Smokers’ Biology Affects Their Chances of Quitting With or Without Medication
Here at A3, we’re big supporters of scientific progress in addiction treatment. It may be true that addicts need to want recovery in order to truly turn their lives around, but the choice is hardly ever that simple. If we can tip the balance in favor of treatment, or a better way of life, I say let’s go for it. When it comes to genetics and addiction, I’ve normally talked only about the fact that one’s genetic code may predispose him or her to addiction or other related conditions (like depression and anxiety). Aside from a single mention of pharmacogenomics, I don’t think I’ve spoken about the way genetics can help us tailor addiction treatment. We’re about to fix that.
Adi Jaffe, Ph.D., is the executive director of Alternatives Behavioral Health and a lecturer at UCLA and California State University Long Beach.
Editor: Nadeem Noor
Replacement Therapies & Quitting Smoking
You’ve heard of nicotine patches and gums, right? In the research community, those are all known as nicotine replacement (NR) therapies and they’ve proven to be some of the most helpful tools for those who are quitting smoking. By allowing smokers to still get the nicotine their body craves (even though there are thousands of other chemicals in cigarettes that make them even more satisfying) without having to light up, these NR methods let cigarette addicts get their nic fix while slowly lowering their dose and getting away from the habit of putting a cigarette in their mouth. Like methadone, buprenorphine, and other replacement therapies, the idea is to move addicts one step away from actual addictive behavior and allow them to adopt a healthier way of living. Replacement therapies are successful, even if some people hate the idea of giving drugs to drug addicts, and nicotine replacement works well by itself for some smokers (about 20 percent).
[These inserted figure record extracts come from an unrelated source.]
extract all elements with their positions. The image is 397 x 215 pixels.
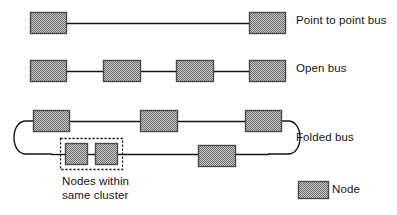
row-open-bus xyxy=(31,61,286,82)
node-open-4 xyxy=(250,61,286,82)
label-open-bus: Open bus xyxy=(296,62,347,75)
node-folded-top-3 xyxy=(246,111,282,132)
node-ptp-2 xyxy=(250,13,286,34)
node-open-3 xyxy=(177,61,214,82)
node-cluster-a xyxy=(66,144,88,165)
node-cluster-b xyxy=(96,144,118,165)
label-point-to-point-bus: Point to point bus xyxy=(296,14,387,27)
node-folded-bottom-1 xyxy=(199,146,236,167)
node-open-2 xyxy=(104,61,141,82)
label-folded-bus: Folded bus xyxy=(296,131,354,144)
node-legend-swatch xyxy=(299,182,329,199)
legend-group xyxy=(299,182,329,199)
row-folded-bus xyxy=(14,111,300,170)
node-folded-top-1 xyxy=(34,111,70,132)
node-ptp-1 xyxy=(31,13,67,34)
caption-nodes-within-same-cluster: Nodes within same cluster xyxy=(62,175,129,202)
bus-topologies-figure: Point to point bus Open bus Folded bus N… xyxy=(0,0,397,215)
row-point-to-point-bus xyxy=(31,13,286,34)
node-open-1 xyxy=(31,61,67,82)
legend-label-node: Node xyxy=(332,183,360,196)
node-folded-top-2 xyxy=(141,111,178,132)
But when it comes to nicotine, like with many other drugs, different people metabolize the stuff at different rates. The individual variability in the internal processing of nicotine greatly affects how many cigarettes individuals smoke and also the probability that they will become addicted to tobacco (people who metabolize nicotine more quickly smoke more and are more likely to become addicted to smoking). Fast metabolizers are also half as likely to be able to use nicotine replacement alone to quit smoking (1). Fortunately for smokers, the only research finding in this area hasn’t been that slow metabolizes have a much better chance of quitting smoking with nicotine replacement therapy. When you put all of the addiction research together, it becomes obvious that the same variability in nicotine metabolism can also help us determine the best course of treatment for tobacco addiction.
The same group of addiction researchers also found that bupropion, the smoking cessation medication everyone knows as Zyban (and the antidepressant called Wellbutrin), could help those fast metabolizers catch up with the slow metabolizers when it came to quitting (see the figure on the left taken from the actual study—you see that the dark bars, who are the bupropion patients, do as well as the white bars, the slow metabolizers, regardless of their metabolism rate, which is broken down into four categories on the bottom). The researchers found that while slow metabolizers of nicotine did much better with simple smoking cessation therapy and fast metabolizers did very poorly (30 percent versus 10 percent quit, respectively, in each of the groups), adding bupropion made all groups look essentially the same (2). The moral? While those slow metabolizers don’t really get much of a benefit from using bupropion since they do pretty well with talk therapy or nicotine replacement alone, the fast metabolizers really need it to even their chances of quitting—and once they get bupropion, they do pretty well!
Genetics & Addiction Treatment—Just The Beginning?
Hopefully, you’re now convinced that genetics can really help us determine what treatment course will best suit a specific person over another. There’s little question that this sort of approach is in its infancy, and you certainly can’t go to a doctor right now and get your metabolism rate for a drug analyzed (unless you’re part of a research study), but this sort of work shows great promise in improving the outcomes of addiction treatment. When you look back at that original paragraph, and the quite common thinking that addicts need to want to be better—I would argue that those fast metabolizers probably wanted to quit smoking as much as anyone else in the study, and their physical makeup just made it much more difficult for them. If you look at addiction science closely, you’ll find that this supposed lack of motivation is more of a myth than a reality. Many addicts want to get better, they want to stop behaving in ways that destroy their lives but they just find it incredibly difficult. My hope is that this is where science can truly make a difference, by making it just a little bit easier…
Hopefully one day we’ll be able to adjust addiction treatment according to individual patients’ needs, including the use of medications, specific behavioral treatments, and more.